Rachel’s cigarette was a flaking cylinder of ash. She dropped it into the wastepaper basket. She felt numb and tired and empty and said nothing.

‘You asked me about Hong Kong, what it was like in a different country with a different language. I told you it was hard, how even after a long time you could never tell what people really thought, there was always this invisible wall of glass between you and them. That it was lonely. I think you have to decide which country you want to live in, Rachel. I’ll be here if you need me.’

His cough echoed hollowly down the corridor as he went.

*   *   *

Rachel sat alone for a while, looking at the faded pencil lines on the wall she used as an impromptu blackboard. Roger was right, she knew. Keep your head down, seek allies, cash in favours, bide your time. That was how it worked. And that was exactly what Bloom was exploiting.

Kulagin’s face rose up in her mind again, and behind it, another being loomed like a malevolent planet, a broad forehead, a neatly trimmed, sharp-tipped spade of a beard, larger than life, made of darkness and the souls of the dying. She thought of the agents lost in Spain. She thought of her mother in Summerland and her memory garden, her voice on the ectophone. The Empire had conquered what was once the most terrifying frontier of all, and the SIS were the Empire’s guardians. When she joined the Service during the Great War, all those years ago, everyone had understood that. They were so young, so alive. No one minded that a Registry clerk like her had stepped up and started analysing radio transcripts when they were a man short.

If you had something more solid, Roger said. And then Harker’s voice: We know his people.

Who knew Peter Bloom’s people? Who had vetted him?

It was late, and she still had access to the Registry. She sat down at her desk, excavated her ectoterminal from beneath dusty papers and typed in a query. Half an hour later she was on her way home, a brown Manila folder in her handbag.

When Peter Bloom awoke the next day, his house in Undermay in the Summer City had forgotten what it was supposed to be.

When he opened his eyes, he lay naked on the floor of a bare, twilit room with rough sandstone walls covered in chalk symbols and dark rusty stains. It looked like a torture chamber. The air smelled of sharp sooty smoke.

Peter swore. He must have fallen asleep, and the house had taken advantage of his slumber to revert to its previous existence.

Like everything permanent in Summerland, the house was made of souls. Each one of its bricks was a luz stone, an adamantine kernel that remained when a soul fully Faded and thought and memory were gone. Millennia ago, the Old Dead—the eschatologists’ name for the lost civilisation preceding the modern era—had gathered them and used them to create the Summer City.

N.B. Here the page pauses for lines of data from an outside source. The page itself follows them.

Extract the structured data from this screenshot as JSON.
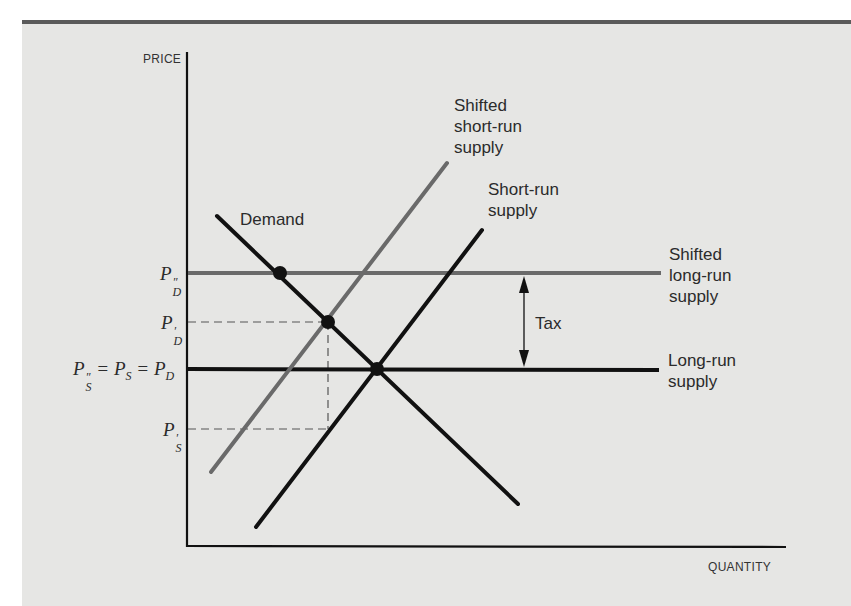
{
  "figure": {
    "axes": {
      "y_label": "PRICE",
      "x_label": "QUANTITY"
    },
    "curves": {
      "demand": {
        "label": "Demand",
        "color": "#111111"
      },
      "short_run_supply": {
        "label_line1": "Short-run",
        "label_line2": "supply",
        "color": "#111111"
      },
      "shifted_short_run_supply": {
        "label_line1": "Shifted",
        "label_line2": "short-run",
        "label_line3": "supply",
        "color": "#6a6a6a"
      },
      "long_run_supply": {
        "label_line1": "Long-run",
        "label_line2": "supply",
        "color": "#111111"
      },
      "shifted_long_run_supply": {
        "label_line1": "Shifted",
        "label_line2": "long-run",
        "label_line3": "supply",
        "color": "#6a6a6a"
      }
    },
    "annotations": {
      "tax_label": "Tax"
    },
    "price_levels": {
      "pd_double_prime": {
        "base": "P",
        "sub": "D",
        "mark": "″"
      },
      "pd_prime": {
        "base": "P",
        "sub": "D",
        "mark": "′"
      },
      "equilibrium": {
        "text": "P″S = PS = PD",
        "eq": "="
      },
      "ps_prime": {
        "base": "P",
        "sub": "S",
        "mark": "′"
      }
    }
  }
}
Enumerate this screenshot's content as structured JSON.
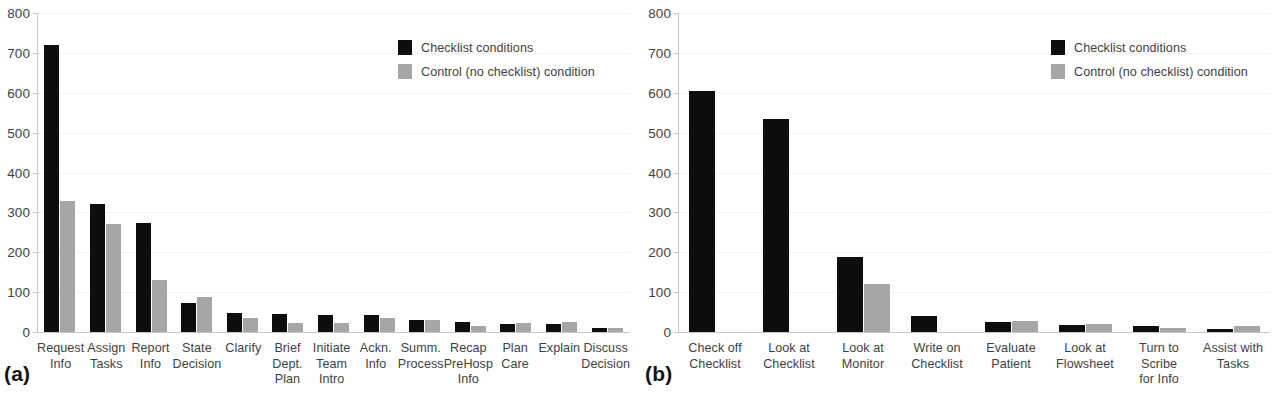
{
  "chart_data": [
    {
      "panel": "(a)",
      "type": "bar",
      "title": "",
      "xlabel": "",
      "ylabel": "",
      "ylim": [
        0,
        800
      ],
      "yticks": [
        0,
        100,
        200,
        300,
        400,
        500,
        600,
        700,
        800
      ],
      "grid": true,
      "legend_position": "upper-right",
      "categories": [
        "Request\nInfo",
        "Assign\nTasks",
        "Report\nInfo",
        "State\nDecision",
        "Clarify",
        "Brief\nDept.\nPlan",
        "Initiate\nTeam\nIntro",
        "Ackn.\nInfo",
        "Summ.\nProcess",
        "Recap\nPreHosp\nInfo",
        "Plan\nCare",
        "Explain",
        "Discuss\nDecision"
      ],
      "series": [
        {
          "name": "Checklist conditions",
          "color": "#0d0d0d",
          "values": [
            720,
            322,
            274,
            74,
            47,
            45,
            43,
            42,
            29,
            25,
            21,
            21,
            11
          ]
        },
        {
          "name": "Control (no checklist) condition",
          "color": "#a6a6a6",
          "values": [
            328,
            270,
            130,
            89,
            36,
            23,
            22,
            36,
            29,
            16,
            22,
            24,
            11
          ]
        }
      ]
    },
    {
      "panel": "(b)",
      "type": "bar",
      "title": "",
      "xlabel": "",
      "ylabel": "",
      "ylim": [
        0,
        800
      ],
      "yticks": [
        0,
        100,
        200,
        300,
        400,
        500,
        600,
        700,
        800
      ],
      "grid": true,
      "legend_position": "upper-right",
      "categories": [
        "Check off\nChecklist",
        "Look at\nChecklist",
        "Look at\nMonitor",
        "Write on\nChecklist",
        "Evaluate\nPatient",
        "Look at\nFlowsheet",
        "Turn to Scribe\nfor Info",
        "Assist with\nTasks"
      ],
      "series": [
        {
          "name": "Checklist conditions",
          "color": "#0d0d0d",
          "values": [
            605,
            533,
            188,
            39,
            25,
            18,
            14,
            8
          ]
        },
        {
          "name": "Control (no checklist) condition",
          "color": "#a6a6a6",
          "values": [
            0,
            0,
            121,
            0,
            28,
            19,
            11,
            16
          ]
        }
      ]
    }
  ],
  "legend": {
    "items": [
      {
        "label": "Checklist conditions",
        "color": "#0d0d0d"
      },
      {
        "label": "Control (no checklist) condition",
        "color": "#a6a6a6"
      }
    ]
  },
  "panel_a": {
    "tag": "(a)"
  },
  "panel_b": {
    "tag": "(b)"
  },
  "axis": {
    "tick_labels": [
      "800",
      "700",
      "600",
      "500",
      "400",
      "300",
      "200",
      "100",
      "0"
    ]
  }
}
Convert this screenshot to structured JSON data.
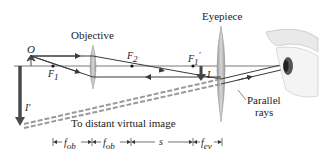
{
  "diagram": {
    "labels": {
      "objective": "Objective",
      "eyepiece": "Eyepiece",
      "object": "O",
      "f1": "F",
      "f1_sub": "1",
      "f2": "F",
      "f2_sub": "2",
      "f1_prime": "F",
      "f1_prime_sub": "1",
      "f1_prime_mark": "′",
      "image_I": "I",
      "image_I_prime": "I′",
      "parallel_rays_line1": "Parallel",
      "parallel_rays_line2": "rays",
      "virtual_image": "To distant virtual image"
    },
    "dimensions": [
      {
        "name": "fob-1",
        "label": "f",
        "sub": "ob"
      },
      {
        "name": "fob-2",
        "label": "f",
        "sub": "ob"
      },
      {
        "name": "s",
        "label": "s",
        "sub": ""
      },
      {
        "name": "fev",
        "label": "f",
        "sub": "ev"
      }
    ],
    "colors": {
      "ray": "#3a3a3a",
      "axis": "#555555",
      "lens": "#b8b8b8",
      "lens_edge": "#8e8e8e",
      "image_arrow": "#4a4a4a",
      "virtual_ray": "#9a9a9a"
    }
  }
}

Then the ancient builders had disappeared. After the invention of the ectophone opened the afterlife for exploration at the turn of the century, England’s dead had arrived. Aethertects had reshaped the city, including Peter’s house, which had become a Victorian residence fit for a gentleman. But the bricks retained other memories, too, and if you didn’t show them who was the master, they leaked out.